The Alloy OrchestraAs a percussionist with the world-renowned Alloy Orchestra - described by Roger Ebert as "the best in the world at accompanying silent films" - Ken Winokur reveals that the group doesn't have to spend hundreds or thousands of dollars on musical upkeep. A simple trek to the kitchen or garage will suffice.

"Our standard rack includes horseshoes, plumbing pipes, truck springs, that sort of thing," Winokur says. "Pots and pans, hubcaps, scraps of metal ... our most talked-about instrument, perhaps, is a bed pan. If it makes noise, we'll play it."

The Metrolites - "For the People"The Metrolites' For the People draws inspiration from a wide range of music composed during the 1950s and '60s - a time when America was obsessed with space travel, the atomic bomb, and especially the motion picture.

On their second album, the Metrolites integrate themes and sounds from low-budget crime movies such as Diabolik (on "Diabolik Kriminal"), spaghetti westerns ("K Is for Kafka"), Japanese kaiju films such as Godzilla ("All Giant Monsters Attack Tokyo"), and spy flicks ("Today We Kill, Tomorrow We Spy").

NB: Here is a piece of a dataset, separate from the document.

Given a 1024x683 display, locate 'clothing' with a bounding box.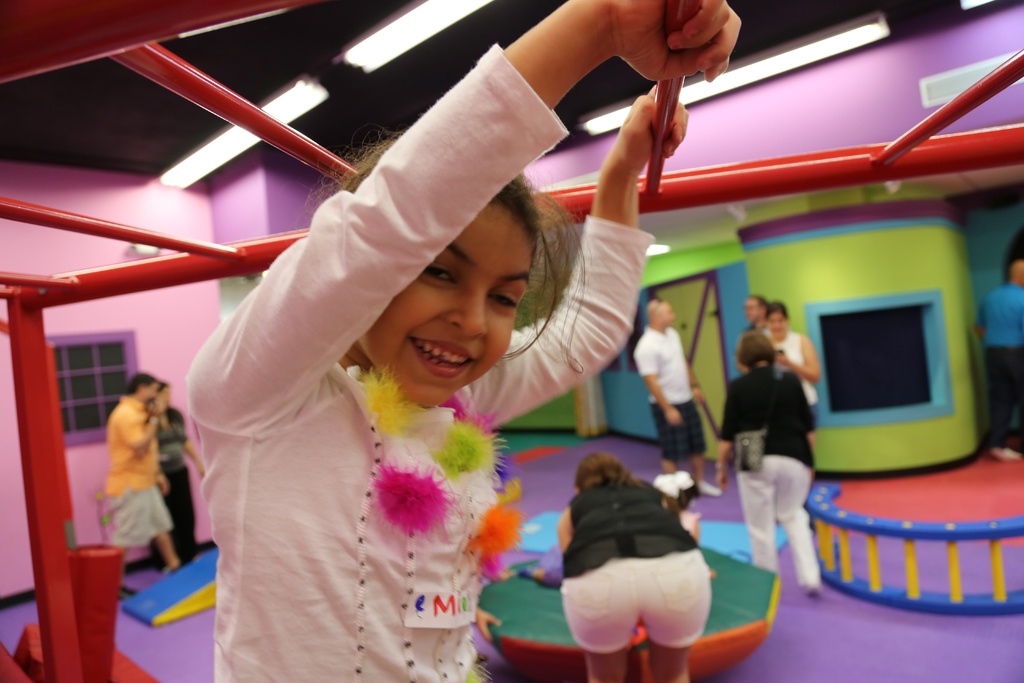
Located: {"x1": 975, "y1": 284, "x2": 1023, "y2": 446}.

AlsoTo be blunt about it, there's no way people in the Quad Cities have any reason to know of the Los Angeles-based rock band Also, performing Sunday at the Redstone Room in downtown Davenport.

Unless you listen to L.A.'s KCRW - the West Coast's premier public-radio station - it's highly unlikely you've ever heard of Also beyond promotion for the group's Quad Cities show.

The trio is a young and independent band, meaning they have no name recognition, no label, no touring support, and no airplay outside of their own market. The closest the band has been to Iowa - hell, the Midwest - was "the very nearby, adjacent city of Tempe, Arizona," said singer, guitarist, and lyricist Drew Conrad. When they aren't playing within an eight-hour drive of their home base, they go to Europe, where audiences are more open to ... well, bands they've never heard of.

Reader issue #595 The Quad Cities' Future Appletree Records is back in a big way this year, but that might create a false impression. Put simply, the label - home to some of the Quad Cities' most distinctive musical outfits - is struggling to find its place in the new music economy, even as its bands are creating some of the best music of their careers.

"Nobody's making money," said Pat Stolley, one of the label's founders.

The Multiple Cat, The Secret of the Secret of the Multiple Cat

The Multiple Cat During the mid- to late '90s, Pat Stolley's band The Multiple Cat released four albums, a multitude of singles, and a remix album. The Secret of the Secret of the Multiple Cat is a retrospective that makes use of songs from that period.

Retrospectives are made to show what made a band important. Yet often what made a band important was having those songs appear on a particular album at a particular time. Queen's "Bohemian Rhapsody" wasn't an important song simply because it was great, but because it appeared on the bestselling A Night at the Opera.

Wylde Nept "A long time ago, way back in history / When all there was to drink was nothin' but cups o' tea / Along came a man by the name of Charlie Mops / And he invented a wonderful drink and he made it out of hops."

So begins what singer Westan James cheekily calls "a very popular love ballad" entitled "Beer, Beer, Beer," perhaps the most beloved tune performed by the Cedar Rapids Celtic band Wylde Nept. The group's cover of this Irish ditty charted at number one on MP3.com's Celtic chart and number five on the Top 40 chart, and Wylde Nept musician George Curtis, for one, is happily surprised by the song's - and the band's - following.

Tenki By the time the trumpets enter the picture halfway through the opening track of Tenki's new EP, the listener has been enveloped by atmosphere. On top of muted drums and guitar come layers of gentle keyboards - and are those voices harmonizing with the organ? Hints of gull-like string sounds suggest the ocean.

The trumpets turn everything upside down, adding a mariachi flavor. Then the guitar gets agitated and begins to bellow over the trumpet, and the whole thing builds to a climax before eventually calming itself down.